According to some more skeptical scientists such a small solar influence is counterintuitive. The Little Ice Age, the period roughly from 1350 to 1850, in which winters on the Northern Hemisphere could be severe and glaciers advanced, coincided with the so-called Maunder Minimum, a period of supposedly low solar activity. In their eyes, the sun therefore still is a serious candidate to also explain a substantial part of the warming since pre-industrial times.

Click to read more ...

Thursday
Oct162014

Paterson at the GWPF

Updated on Oct 16, 2014 by Registered CommenterBishop Hill

I was away from my desk yesterday, as I headed south for Owen Paterson's GWPF lecture (full text here). The cat was already out of the bag as far as what was going to be said, but it was an interesting trip nevertheless, with plenty of networking opportunities and the chance to renew some old acquaintances.

I was intrigued to learn that Brendan Montague was lurking outside the venue beforehand, taking photographs of those who were attending and handing out leaflets. I arrived so early that I didn't see this myself, but it did mean that everyone had an inkling of what Paterson was talking about when he referred to "bullying" by the green blob.

Click to read more ...

Tuesday
Oct142014

The great cat catastrophe

It has been observed many times in the past that there are many aspects of the global warming debate that reasonable people should be able to agree on: carbon dioxide is a greenhouse gas, the temperature has gone up a bit, that sort of thing.

I think we can now add to the list the idea that Naomi Oreskes and Erik Conway are a few cherries short of the full Bakewell, right down there with Peter Wadhams as representatives of the full-on-bonkers wing of the green scientivist academy. I say this after reading a review of their latest opus by Martin Lewis, a confirmed global warming believer. Here's an excerpt:

Click to read more ...

Tuesday
Oct142014

Carbon cycle: better than we thought

A new paper in PNAS has been getting quite a bit of media play today, which is slightly surprising because the overall theme is "it's better than we thought". The original paper is here and there is a rather helpful "Significance" section alongside the abstract.

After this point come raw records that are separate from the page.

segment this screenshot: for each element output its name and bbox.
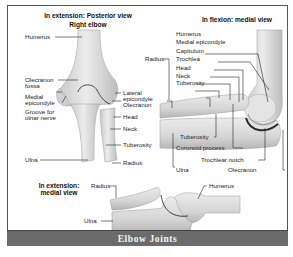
label-medial-epicondyle-2: epicondyle bbox=[25, 100, 55, 107]
label-trochlea: Trochlea bbox=[176, 56, 200, 63]
posterior-view-title: In extension: Posterior view bbox=[38, 12, 138, 19]
posterior-view-subtitle: Right elbow bbox=[38, 21, 138, 28]
label-medial-epicondyle-flexion: Medial epicondyle bbox=[176, 39, 226, 46]
caption-text: Elbow Joints bbox=[118, 234, 178, 244]
label-olecranon-posterior: Olecranon bbox=[123, 102, 152, 109]
extension-medial-title-2: medial view bbox=[34, 189, 84, 196]
label-humerus-extension: Humerus bbox=[209, 183, 234, 190]
label-tuberosity-flexion-bottom: Tuberosity bbox=[180, 134, 209, 141]
label-ulna-flexion: Ulna bbox=[176, 167, 189, 174]
label-ulna-posterior: Ulna bbox=[25, 157, 38, 164]
label-olecranon-flexion: Olecranon bbox=[228, 167, 257, 174]
label-radius-posterior: Radius bbox=[123, 160, 142, 167]
label-radius-flexion: Radius bbox=[145, 56, 164, 63]
label-neck-posterior: Neck bbox=[123, 126, 137, 133]
flexion-view-title: In flexion: medial view bbox=[202, 16, 272, 23]
extension-medial-view-bones bbox=[101, 186, 240, 234]
label-head-flexion: Head bbox=[176, 65, 191, 72]
label-olecranon-fossa-2: fossa bbox=[25, 83, 40, 90]
label-humerus-flexion: Humerus bbox=[176, 31, 201, 38]
label-radius-extension: Radius bbox=[91, 183, 110, 190]
label-tuberosity-flexion-top: Tuberosity bbox=[176, 80, 205, 87]
label-tuberosity-posterior: Tuberosity bbox=[123, 142, 152, 149]
label-ulna-extension: Ulna bbox=[84, 218, 97, 225]
label-capitulum: Capitulum bbox=[176, 48, 204, 55]
label-trochlear-notch: Trochlear notch bbox=[201, 157, 244, 164]
posterior-view-bones bbox=[40, 30, 121, 163]
label-coronoid-process: Coronoid process bbox=[176, 145, 225, 152]
label-humerus-posterior: Humerus bbox=[25, 34, 50, 41]
label-head-posterior: Head bbox=[123, 114, 138, 121]
caption-bar: Elbow Joints bbox=[7, 230, 288, 246]
label-groove-2: ulnar nerve bbox=[25, 115, 56, 122]
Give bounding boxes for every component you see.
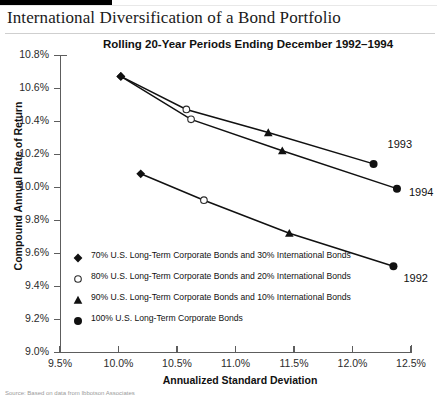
data-point-diamond	[74, 254, 83, 263]
legend-label: 90% U.S. Long-Term Corporate Bonds and 1…	[91, 292, 351, 302]
series-label-1994: 1994	[409, 186, 433, 198]
legend-item: 100% U.S. Long-Term Corporate Bonds	[72, 311, 372, 332]
source-footnote: Source: Based on data from Ibbotson Asso…	[5, 390, 435, 396]
legend-label: 80% U.S. Long-Term Corporate Bonds and 2…	[91, 271, 351, 281]
legend: 70% U.S. Long-Term Corporate Bonds and 3…	[72, 248, 372, 332]
legend-marker-circle-open	[72, 273, 84, 285]
series-1993	[116, 72, 377, 168]
series-label-1992: 1992	[403, 272, 427, 284]
data-point-circle-filled	[370, 160, 378, 168]
data-point-diamond	[116, 72, 125, 81]
chart-page: International Diversification of a Bond …	[0, 0, 437, 398]
data-point-circle-filled	[393, 185, 401, 193]
series-1994	[116, 72, 401, 193]
series-line	[121, 76, 374, 163]
data-point-diamond	[136, 169, 145, 178]
series-plot	[0, 0, 437, 398]
data-point-circle-open	[183, 106, 190, 113]
legend-label: 100% U.S. Long-Term Corporate Bonds	[91, 313, 243, 323]
legend-marker-triangle	[72, 294, 84, 306]
legend-marker-circle-filled	[72, 315, 84, 327]
data-point-circle-filled	[74, 317, 82, 325]
data-point-circle-filled	[389, 262, 397, 270]
data-point-triangle	[285, 229, 294, 237]
legend-marker-diamond	[72, 252, 84, 264]
data-point-triangle	[74, 296, 83, 304]
data-point-circle-open	[201, 197, 208, 204]
data-point-circle-open	[188, 116, 195, 123]
series-line	[121, 76, 397, 188]
legend-item: 80% U.S. Long-Term Corporate Bonds and 2…	[72, 269, 372, 290]
legend-item: 70% U.S. Long-Term Corporate Bonds and 3…	[72, 248, 372, 269]
series-label-1993: 1993	[388, 138, 412, 150]
legend-item: 90% U.S. Long-Term Corporate Bonds and 1…	[72, 290, 372, 311]
data-point-circle-open	[75, 276, 82, 283]
legend-label: 70% U.S. Long-Term Corporate Bonds and 3…	[91, 250, 351, 260]
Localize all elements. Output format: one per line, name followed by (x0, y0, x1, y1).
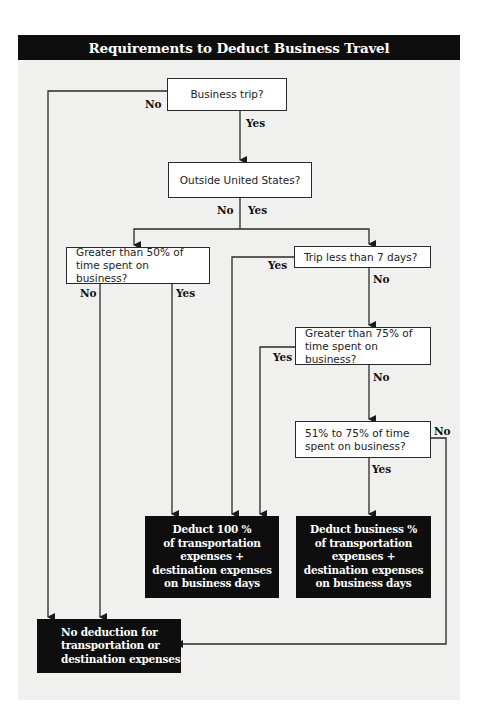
label-lt7days-yes: Yes (268, 259, 287, 271)
label-gt75-yes: Yes (273, 351, 292, 363)
result-line: expenses + (152, 550, 271, 564)
result-line: transportation or (61, 639, 180, 653)
result-line: on business days (152, 577, 271, 591)
question-greater-than-75: Greater than 75% of time spent on busine… (295, 327, 431, 365)
result-line: No deduction for (61, 626, 180, 640)
result-line: destination expenses (152, 564, 271, 578)
question-text-line2: time spent on business? (76, 259, 200, 285)
question-text-line1: 51% to 75% of time (305, 427, 409, 440)
result-line: Deduct business % (304, 523, 423, 537)
label-business-trip-no: No (145, 98, 162, 110)
question-greater-than-50: Greater than 50% of time spent on busine… (66, 247, 210, 284)
question-text: Outside United States? (180, 174, 301, 187)
question-51-to-75: 51% to 75% of time spent on business? (295, 421, 431, 458)
label-outside-us-yes: Yes (248, 204, 267, 216)
question-text-line2: spent on business? (305, 440, 409, 453)
result-line: expenses + (304, 550, 423, 564)
label-51to75-no: No (434, 425, 451, 437)
result-no-deduction: No deduction for transportation or desti… (37, 619, 181, 673)
label-gt50-yes: Yes (176, 287, 195, 299)
question-text-line1: Greater than 75% of (305, 327, 421, 340)
question-business-trip: Business trip? (167, 78, 287, 111)
question-text: Trip less than 7 days? (304, 251, 417, 264)
label-business-trip-yes: Yes (246, 117, 265, 129)
result-line: on business days (304, 577, 423, 591)
label-gt50-no: No (80, 287, 97, 299)
question-trip-less-than-7-days: Trip less than 7 days? (294, 246, 431, 268)
question-text: Business trip? (190, 88, 263, 101)
question-text-line1: Greater than 50% of (76, 246, 200, 259)
question-text-line2: time spent on business? (305, 340, 421, 366)
result-line: destination expenses (304, 564, 423, 578)
result-deduct-100: Deduct 100 % of transportation expenses … (145, 516, 279, 598)
label-51to75-yes: Yes (372, 463, 391, 475)
result-line: destination expenses (61, 653, 180, 667)
label-gt75-no: No (373, 371, 390, 383)
question-outside-us: Outside United States? (168, 162, 312, 198)
label-outside-us-no: No (217, 204, 234, 216)
result-line: Deduct 100 % (152, 523, 271, 537)
result-line: of transportation (304, 537, 423, 551)
result-deduct-business-pct: Deduct business % of transportation expe… (296, 516, 431, 598)
label-lt7days-no: No (373, 273, 390, 285)
result-line: of transportation (152, 537, 271, 551)
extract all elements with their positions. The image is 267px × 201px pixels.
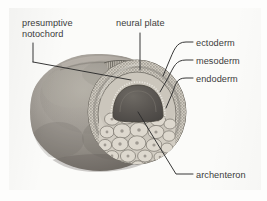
label-archenteron: archenteron [196, 170, 246, 181]
label-mesoderm: mesoderm [196, 56, 240, 67]
label-ectoderm: ectoderm [196, 38, 235, 49]
label-neural-plate: neural plate [116, 18, 165, 29]
label-endoderm: endoderm [196, 74, 238, 85]
figure-container: presumptive notochord neural plate ectod… [0, 0, 267, 201]
label-presumptive-notochord: presumptive notochord [22, 18, 73, 40]
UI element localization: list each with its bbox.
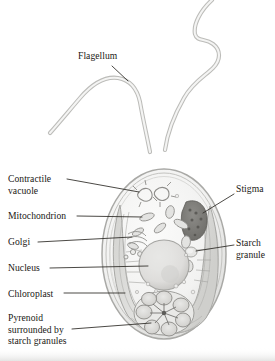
label-chloroplast: Chloroplast — [8, 288, 53, 300]
label-line: starch granules — [8, 335, 67, 347]
pyrenoid-art — [134, 291, 194, 336]
label-nucleus: Nucleus — [8, 262, 40, 274]
label-line: Golgi — [8, 236, 30, 248]
label-line: Nucleus — [8, 262, 40, 274]
label-line: Pyrenoid — [8, 312, 67, 324]
flagellum-right-art — [165, 0, 219, 150]
label-stigma: Stigma — [236, 183, 263, 195]
page-shadow — [0, 348, 275, 361]
label-mitochondrion: Mitochondrion — [8, 210, 66, 222]
stigma-art — [181, 201, 207, 240]
label-line: vacuole — [8, 185, 51, 197]
label-contractile-vacuole: Contractilevacuole — [8, 173, 51, 196]
label-line: Stigma — [236, 183, 263, 195]
flagellum-left-art — [50, 78, 150, 152]
label-starch-granule: Starchgranule — [236, 237, 265, 260]
label-line: Chloroplast — [8, 288, 53, 300]
label-line: Mitochondrion — [8, 210, 66, 222]
label-line: Flagellum — [78, 50, 117, 62]
label-line: Contractile — [8, 173, 51, 185]
label-golgi: Golgi — [8, 236, 30, 248]
label-pyrenoid: Pyrenoidsurrounded bystarch granules — [8, 312, 67, 347]
nucleus-art — [139, 240, 189, 290]
label-line: granule — [236, 249, 265, 261]
cell-diagram-figure: FlagellumContractilevacuoleMitochondrion… — [0, 0, 275, 361]
label-flagellum: Flagellum — [78, 50, 117, 62]
label-line: surrounded by — [8, 324, 67, 336]
label-line: Starch — [236, 237, 265, 249]
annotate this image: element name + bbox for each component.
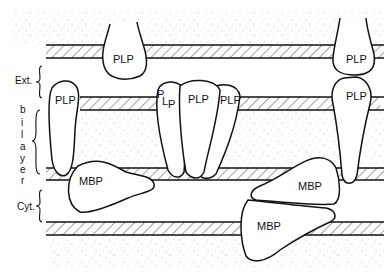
plp-label: PLP	[113, 53, 134, 65]
side-annotations: Ext. b i l a y e r Cyt.	[15, 66, 42, 222]
mbp-label: MBP	[257, 220, 281, 232]
bilayer-letter: l	[21, 129, 23, 140]
bilayer-letter: b	[20, 104, 26, 115]
ext-label: Ext.	[15, 75, 32, 86]
plp-label: P	[168, 98, 175, 110]
plp-label: PLP	[188, 93, 209, 105]
plp-label: PLP	[346, 53, 367, 65]
bilayer-letter: e	[20, 164, 26, 175]
bilayer-letter: i	[21, 117, 23, 128]
cyt-brace	[36, 190, 42, 222]
mbp-label: MBP	[298, 180, 322, 192]
bilayer-brace	[32, 110, 40, 174]
cyt-label: Cyt.	[17, 201, 35, 212]
ext-brace	[36, 66, 42, 98]
myelin-membrane-diagram: PLP PLP PLP P L P PLP PLP PLP MBP MBP MB…	[0, 0, 392, 275]
bilayer-letter: a	[20, 141, 26, 152]
bilayer-letter: y	[20, 153, 25, 164]
mbp-label: MBP	[79, 175, 103, 187]
bilayer-letter: r	[21, 175, 25, 186]
plp-label: PLP	[220, 94, 241, 106]
plp-label: PLP	[346, 90, 367, 102]
plp-label: PLP	[55, 94, 76, 106]
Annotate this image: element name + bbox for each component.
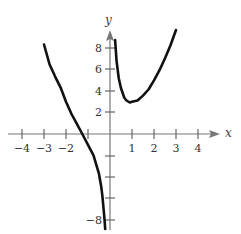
y-axis-label: y [104,13,112,27]
x-tick-label: 1 [129,142,136,155]
y-tick-label: 4 [95,85,102,98]
x-tick-label: 2 [151,142,158,155]
y-tick-label: 8 [95,42,102,55]
x-tick-label: −3 [36,142,52,155]
x-axis-label: x [225,126,232,140]
x-tick-label: −2 [58,142,74,155]
y-tick-label: 2 [95,106,102,119]
x-tick-labels: −4 −3 −2 1 2 3 4 [14,142,202,155]
curve-right-branch [115,30,176,103]
x-tick-label: 3 [173,142,180,155]
y-tick-label: 6 [95,63,102,76]
function-graph: x y −4 −3 −2 1 2 3 4 8 6 4 2 −8 [0,0,241,234]
x-tick-label: −4 [14,142,30,155]
x-tick-label: 4 [195,142,202,155]
y-tick-label: −8 [86,214,102,227]
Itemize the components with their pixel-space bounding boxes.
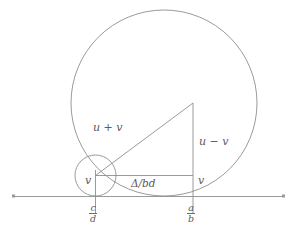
fraction-c-over-d-numerator: c: [89, 203, 97, 213]
label-small-circle-radius-v: v: [85, 175, 91, 186]
label-hypotenuse-u-plus-v: u + v: [93, 122, 123, 133]
fraction-a-over-b-numerator: a: [187, 203, 195, 213]
axis-left-endpoint-tick: [12, 195, 15, 198]
axis-right-endpoint-tick: [282, 195, 285, 198]
label-right-radius-v: v: [198, 175, 204, 186]
fraction-c-over-d-denominator: d: [89, 213, 97, 224]
fraction-a-over-b-denominator: b: [187, 213, 195, 224]
ford-circles-diagram: [0, 0, 290, 238]
fraction-c-over-d: c d: [89, 203, 97, 224]
large-circle: [71, 10, 257, 196]
triangle-hypotenuse: [96, 103, 194, 176]
fraction-a-over-b: a b: [187, 203, 195, 224]
label-horizontal-leg-delta-over-bd: Δ/bd: [131, 178, 156, 189]
label-vertical-leg-u-minus-v: u − v: [199, 136, 229, 147]
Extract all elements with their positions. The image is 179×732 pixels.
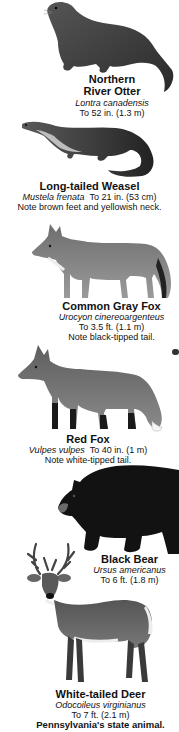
gray-fox-size: To 3.5 ft. (1.1 m) xyxy=(44,322,179,332)
red-fox-scientific-and-size: Vulpes vulpes To 40 in. (1 m) xyxy=(18,445,158,455)
white-tailed-deer-note: Pennsylvania's state animal. xyxy=(22,720,179,731)
otter-size: To 52 in. (1.3 m) xyxy=(62,108,162,118)
gray-fox-illustration xyxy=(30,218,176,300)
gray-fox-scientific-name: Urocyon cinereoargenteus xyxy=(44,312,179,322)
weasel-name: Long-tailed Weasel xyxy=(0,180,179,192)
weasel-note: Note brown feet and yellowish neck. xyxy=(0,202,179,212)
weasel-scientific-name: Mustela frenata xyxy=(22,192,84,202)
red-fox-size: To 40 in. (1 m) xyxy=(90,445,148,455)
red-fox-caption: Red Fox Vulpes vulpes To 40 in. (1 m) No… xyxy=(18,433,158,465)
red-fox-illustration xyxy=(16,343,166,435)
red-fox-scientific-name: Vulpes vulpes xyxy=(29,445,85,455)
white-tailed-deer-illustration xyxy=(14,540,164,686)
otter-scientific-name: Lontra canadensis xyxy=(62,98,162,108)
weasel-size: To 21 in. (53 cm) xyxy=(90,192,157,202)
otter-name-line1: Northern xyxy=(62,73,162,85)
gray-fox-note: Note black-tipped tail. xyxy=(44,332,179,342)
white-tailed-deer-caption: White-tailed Deer Odocoileus virginianus… xyxy=(22,688,179,731)
gray-fox-caption: Common Gray Fox Urocyon cinereoargenteus… xyxy=(44,300,179,343)
white-tailed-deer-scientific-name: Odocoileus virginianus xyxy=(22,700,179,710)
adjacent-illustration-fragment xyxy=(172,349,179,355)
white-tailed-deer-name: White-tailed Deer xyxy=(22,688,179,700)
weasel-illustration xyxy=(16,120,166,182)
weasel-caption: Long-tailed Weasel Mustela frenata To 21… xyxy=(0,180,179,212)
otter-name-line2: River Otter xyxy=(62,85,162,97)
weasel-scientific-and-size: Mustela frenata To 21 in. (53 cm) xyxy=(0,192,179,202)
otter-caption: Northern River Otter Lontra canadensis T… xyxy=(62,73,162,118)
red-fox-name: Red Fox xyxy=(18,433,158,445)
gray-fox-name: Common Gray Fox xyxy=(44,300,179,312)
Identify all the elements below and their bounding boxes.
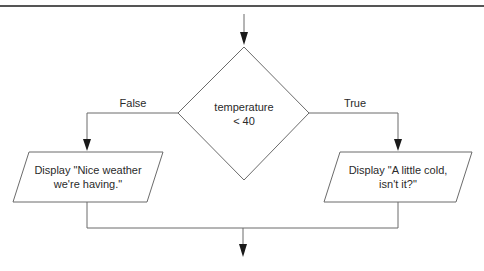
true-output-line-2: isn't it?" <box>334 177 462 191</box>
flowchart-canvas <box>0 0 484 271</box>
false-output-line-2: we're having." <box>24 177 152 191</box>
true-branch-connector <box>309 113 402 151</box>
decision-line-1: temperature <box>184 100 304 114</box>
false-branch-connector <box>83 113 178 151</box>
merge-connector <box>87 202 398 257</box>
incoming-arrow <box>240 14 248 45</box>
true-branch-label: True <box>332 96 378 110</box>
arrowhead-icon <box>394 139 402 151</box>
true-output-text: Display "A little cold, isn't it?" <box>334 163 462 191</box>
false-output-line-1: Display "Nice weather <box>24 163 152 177</box>
false-output-text: Display "Nice weather we're having." <box>24 163 152 191</box>
decision-text: temperature < 40 <box>184 100 304 128</box>
arrowhead-icon <box>83 139 91 151</box>
decision-line-2: < 40 <box>184 114 304 128</box>
false-branch-label: False <box>108 96 158 110</box>
arrowhead-icon <box>239 244 247 257</box>
true-output-line-1: Display "A little cold, <box>334 163 462 177</box>
top-rule <box>0 5 484 7</box>
arrowhead-icon <box>240 32 248 45</box>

Understanding and accurately predicting how global terrestrial primary production responds to rising atmospheric CO2 concentrations is a prerequisite for reliably assessing the long-term climate impact of anthropogenic fossil CO2 emissions. Here we demonstrate that current carbon cycle models underestimate the long-term responsiveness of global terrestrial productivity to CO2 fertilization. This underestimation of CO2 fertilization is caused by an inherent model structural deficiency related to lack of explicit representation of CO2 diffusion inside leaves, which results in an overestimation of CO2 available at the carboxylation site. The magnitude of CO2 fertilization underestimation matches the long-term positive growth bias in the historical atmospheric CO2 predicted by Earth system models. Our study will lead to improved understanding and modeling of carbon–climate feedbacks.